Obviously my perma bullishness kept me from selling those pumped calls. As you know though I got cuffed by hesitating at a couple of critical junctures and the market sliding off on me. Sux. Likewise risk there were good opps on May ratios on the put side. Granted the put skew isn't what the calls are but something like a cheap 370-350 ratio had great potential. Particularly for someone who would gladly buy 350's, eh?
S 10 ZB @ 110.21 (short 20 ZB, L 10 CN, 5 CK, L 10 SK, S 5 SK 780p) Selling more Bonds is VERY counter my intuition. I think Bonds may explode yet I'm adding to a short that's a point and a half in the money. I'll have a tight stop. The whole world is talking recession today. The market is more than a bit concerned about claims. On the other hand a continued weak dollar, stubbornly strong Crude and Gold and soaring global equity markets do little to assuage concerns about inflation. My crystal ball says the paradigm is shifting. The Bond is no longer being supported by various carry trades. Asian Central Banks have been lightning up into dollar-Yen strength. IMO Treasuries from 2001-2006 were unique in that fundamentals didn't matter. The Bond became valuable as an instrument devoid of risk premium. Bonds have a new truth. Price inflation once again matters. Deficits once again matter. The dollar once again matters.
You won't benefit from skew, but you may want to sell a bear-straddle to get some premium while maintaining the bull position. Selling single calls on rallies until you reach = quantity on you futures. Converging to a synthetic put struck at the call strike sold. The upside is a large net credit on the synthetic put.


* _What this task involves_:
Please return the lines, both ends included, that run from the one containing "This screenshot has width=896, height=429." to the last line of the data below, exactly and alone.

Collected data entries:
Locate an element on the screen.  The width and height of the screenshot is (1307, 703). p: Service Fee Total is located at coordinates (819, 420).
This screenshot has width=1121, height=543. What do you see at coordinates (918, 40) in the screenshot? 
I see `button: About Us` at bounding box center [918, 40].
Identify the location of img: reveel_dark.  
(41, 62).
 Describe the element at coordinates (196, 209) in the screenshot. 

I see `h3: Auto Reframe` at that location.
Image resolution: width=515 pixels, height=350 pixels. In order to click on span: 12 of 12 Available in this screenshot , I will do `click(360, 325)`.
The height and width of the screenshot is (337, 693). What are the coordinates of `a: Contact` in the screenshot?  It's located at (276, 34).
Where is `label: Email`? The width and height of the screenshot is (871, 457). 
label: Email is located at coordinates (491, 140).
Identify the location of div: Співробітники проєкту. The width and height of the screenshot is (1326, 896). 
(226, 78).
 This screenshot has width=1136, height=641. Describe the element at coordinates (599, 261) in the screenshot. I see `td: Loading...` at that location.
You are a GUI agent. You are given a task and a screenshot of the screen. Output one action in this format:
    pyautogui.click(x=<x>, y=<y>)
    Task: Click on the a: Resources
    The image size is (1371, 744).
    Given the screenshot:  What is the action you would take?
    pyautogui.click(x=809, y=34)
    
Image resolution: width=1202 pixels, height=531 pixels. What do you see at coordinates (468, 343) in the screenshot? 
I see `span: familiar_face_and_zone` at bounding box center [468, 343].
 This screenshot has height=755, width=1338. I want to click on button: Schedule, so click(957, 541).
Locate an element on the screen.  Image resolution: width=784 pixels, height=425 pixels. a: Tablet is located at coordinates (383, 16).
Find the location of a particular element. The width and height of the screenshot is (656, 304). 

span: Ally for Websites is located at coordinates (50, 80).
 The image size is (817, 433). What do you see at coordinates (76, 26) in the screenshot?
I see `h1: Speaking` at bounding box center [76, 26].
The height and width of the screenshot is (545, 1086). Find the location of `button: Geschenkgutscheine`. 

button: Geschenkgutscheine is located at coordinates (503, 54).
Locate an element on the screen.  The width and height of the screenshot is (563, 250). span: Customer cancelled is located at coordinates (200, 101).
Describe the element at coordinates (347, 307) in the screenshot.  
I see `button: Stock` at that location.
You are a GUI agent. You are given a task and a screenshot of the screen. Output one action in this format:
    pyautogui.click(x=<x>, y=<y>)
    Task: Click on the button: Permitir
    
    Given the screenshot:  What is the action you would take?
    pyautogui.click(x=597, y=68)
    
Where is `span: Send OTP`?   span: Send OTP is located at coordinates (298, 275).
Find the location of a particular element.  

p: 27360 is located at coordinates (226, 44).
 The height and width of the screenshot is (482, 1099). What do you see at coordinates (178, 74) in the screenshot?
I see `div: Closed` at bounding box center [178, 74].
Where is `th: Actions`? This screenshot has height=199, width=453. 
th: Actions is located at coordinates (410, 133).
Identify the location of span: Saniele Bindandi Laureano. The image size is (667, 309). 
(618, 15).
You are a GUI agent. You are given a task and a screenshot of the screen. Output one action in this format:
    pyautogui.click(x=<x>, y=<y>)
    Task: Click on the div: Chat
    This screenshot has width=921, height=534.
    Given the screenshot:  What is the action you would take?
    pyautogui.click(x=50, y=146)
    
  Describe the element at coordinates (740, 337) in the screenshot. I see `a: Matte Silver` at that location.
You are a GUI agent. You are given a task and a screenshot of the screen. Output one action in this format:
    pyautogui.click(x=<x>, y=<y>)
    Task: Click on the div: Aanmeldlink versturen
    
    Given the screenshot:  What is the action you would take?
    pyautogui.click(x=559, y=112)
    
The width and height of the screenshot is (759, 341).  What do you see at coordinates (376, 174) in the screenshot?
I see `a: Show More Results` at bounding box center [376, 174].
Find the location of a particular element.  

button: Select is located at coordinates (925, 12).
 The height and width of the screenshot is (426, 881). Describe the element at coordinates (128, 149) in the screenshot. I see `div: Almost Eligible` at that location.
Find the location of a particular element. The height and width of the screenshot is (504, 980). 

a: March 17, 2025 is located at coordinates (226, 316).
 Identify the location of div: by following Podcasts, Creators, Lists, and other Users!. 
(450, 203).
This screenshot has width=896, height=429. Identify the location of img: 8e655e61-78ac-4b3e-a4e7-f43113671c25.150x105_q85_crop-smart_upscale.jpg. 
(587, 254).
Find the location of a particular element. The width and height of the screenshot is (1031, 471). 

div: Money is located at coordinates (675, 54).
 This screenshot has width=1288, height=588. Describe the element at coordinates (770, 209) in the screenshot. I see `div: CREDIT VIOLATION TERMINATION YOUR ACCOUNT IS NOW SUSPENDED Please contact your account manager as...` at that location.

* _Response_:
This screenshot has width=896, height=429. Identify the location of img: 8e655e61-78ac-4b3e-a4e7-f43113671c25.150x105_q85_crop-smart_upscale.jpg. 
(587, 254).
Find the location of a particular element. The width and height of the screenshot is (1031, 471). 

div: Money is located at coordinates (675, 54).
 This screenshot has width=1288, height=588. Describe the element at coordinates (770, 209) in the screenshot. I see `div: CREDIT VIOLATION TERMINATION YOUR ACCOUNT IS NOW SUSPENDED Please contact your account manager as...` at that location.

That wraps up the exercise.